I have been struggling with something that looks very basic, the problem is related to use of Jetty continuations for long poll.
For the sake of simplicity, i have removed all my application specific code and just left simple continuation related code.
I am pasting the doPost method of my servlet below. The key question, where i need some expert guidance is
In both the cases i wait for system to be stable, call GC multiple times and then take memory reading via jConsole. Its not exact, but the difference is so much and explanable that precision of few 100 bytes here or there does not matter.
My problem explodes, considering my server is required to hold 100K connections if not more. And here and this unexplanable increase in size eventually leads to close to GBs of extra heap used.
( what is causing this extra heap usage, when even what is read from the stream is not preserved outside the scope of doPost method.
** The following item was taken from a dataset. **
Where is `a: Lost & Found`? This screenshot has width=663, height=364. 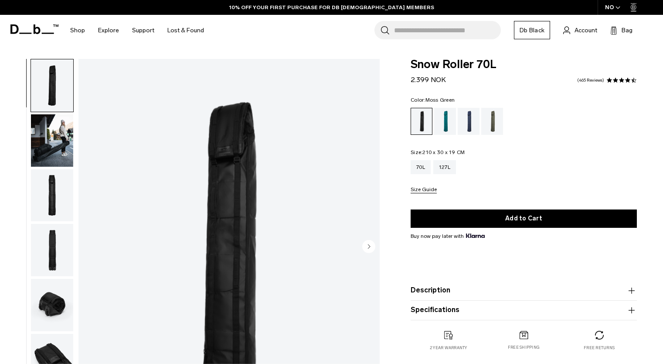 a: Lost & Found is located at coordinates (186, 30).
But still it adds to the heap....what am i missing?)
@Override
protected void doPost(HttpServletRequest req, HttpServletResponse res) throws ServletException, IOException {
Continuation cc = ContinuationSupport.getContinuation(req);
//if continuation is resumed, then send an answer back with
//hardcoded answer
if (cc.isResumed()) {
String myJson = "{\"1\",\"2\"}";
res.setContentType("application/json");
res.setContentLength(myJson.length());
PrintWriter writer = res.getWriter();
writer.write(myJson);
writer.close();
}
// if it is the first call to doPost ( not reentrant call )
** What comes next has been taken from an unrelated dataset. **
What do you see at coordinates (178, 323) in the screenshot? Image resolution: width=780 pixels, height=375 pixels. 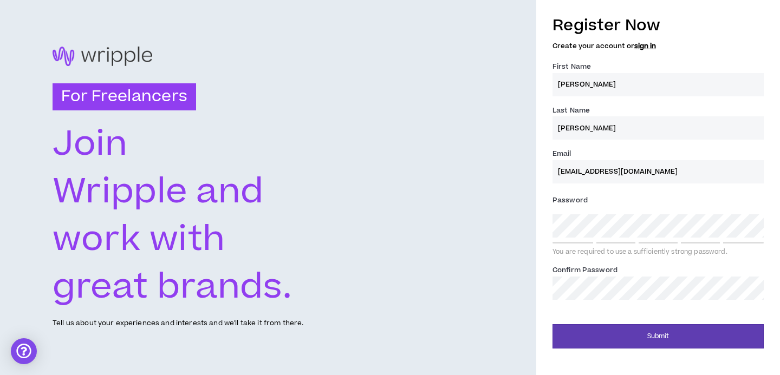 I see `p: Tell us about your experiences and interests and we'll take it from there.` at bounding box center [178, 323].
else if (cc.isInitial()) {
//START :: decrease memory footprint :: comment this block :: START
// store the json from the request body in a string
StringBuffer jsonString = new StringBuffer();
String line = null;
BufferedReader bufferedReader = req.getReader();
while ((line = bufferedReader.readLine()) != null) {
jsonString.append(line);
}
//here jsonString was parsed and some values extracted
//though that code is removed for the sake of this publish
// as problem exists irrespective...of any processing
line = null;
bufferedReader.close();
bufferedReader = null;
jsonString = null;
// END :: decrease memory footprint :: comment this block :: END
cc.setTimeout(150000);
cc.suspend();
}
}
what is causing this extra heap usage...
Take a look at this line:
BufferedReader bufferedReader = req.getReader();
Note that you are not actually creating a new BufferedReader. When you call getBufferedReader
, Jetty creates a BufferedReader which wraps an InputStreamReader which wraps a custom InputStream implementation which wraps a byte buffer. I am pretty sure that by executing the code which reads the entire message, you create large byte buffer inside the request object which stores the entire contents of the message body. Plus the request object maintains a reference to the readers.
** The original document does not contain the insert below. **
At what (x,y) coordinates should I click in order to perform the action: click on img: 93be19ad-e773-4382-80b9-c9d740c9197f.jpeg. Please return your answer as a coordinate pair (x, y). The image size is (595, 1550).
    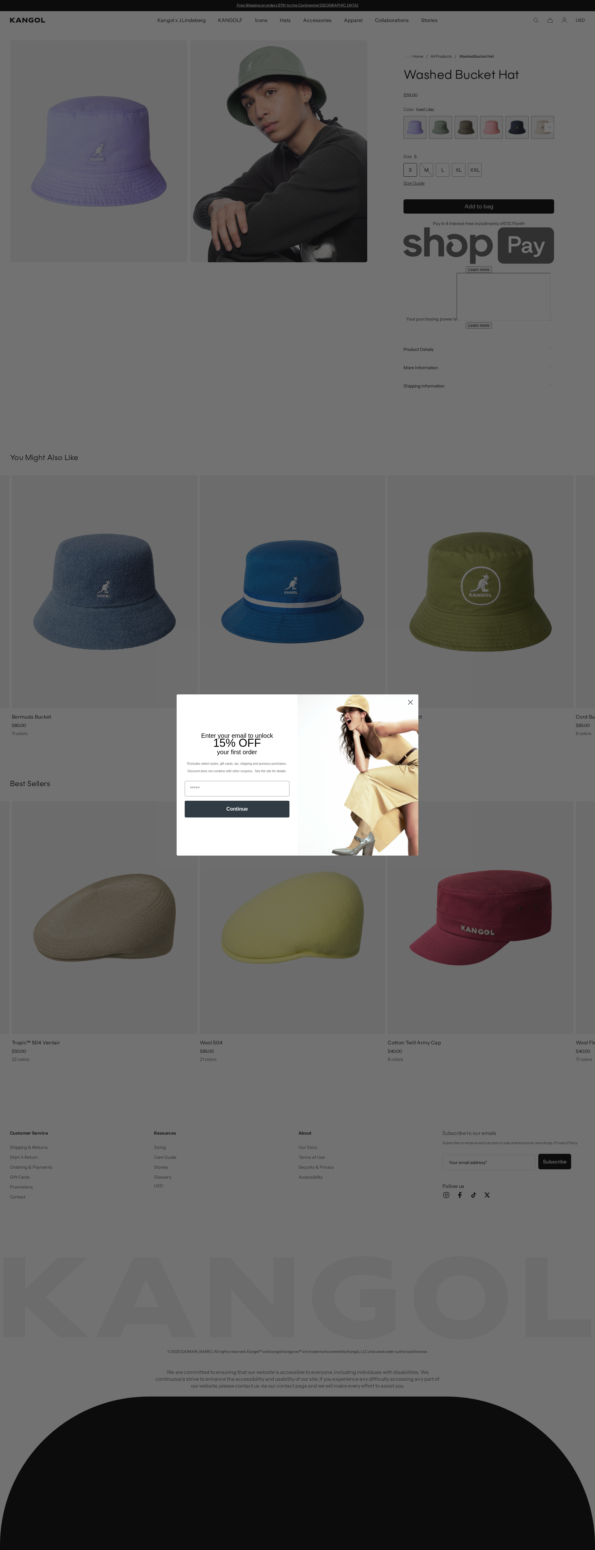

At the beginning of the function you called:
Continuation cc = ContinuationSupport.getContinuation(req);
I believe your continuation is holding onto the request which is storing all the data. So the simple act of reading the data is allocating the memory which will be preserved until you discontinue
your continuation.
One thing you might try just as an experiment. Change your code to:
BufferedReader bufferedReader = new BufferedReader(new InputStreamReader(req.getInputStream()));
This way Jetty won't allocate it's own readers. Again - I don't know how much data is really stored in the readers compared to the rest of the request object - but it might help a little.
[update]
Another alternative is to avoid the problem. That's what I did (although I was using servlet 3.0 rather than Continuations). I had a resource - let's call it /transfer
which would POST some data, then use an AsyncContext
to wait for a response. I changed it to two requests with different URLS - /push
and /pull
. Any time I had some content that needed to be sent from client to server, it would go in the /push
request which would then immediately return without creating an AsyncContext
. Thus, any storage in the request is freed up right away. Then to wait for the response, I sent a second GET request with no message body. Sure - the request hangs around for a while - but who cares - it does not have any content.
You may have to rethink your problem and determine if you can perform your task in pieces - multiple requests - or whether you really have to handle everything in a single request.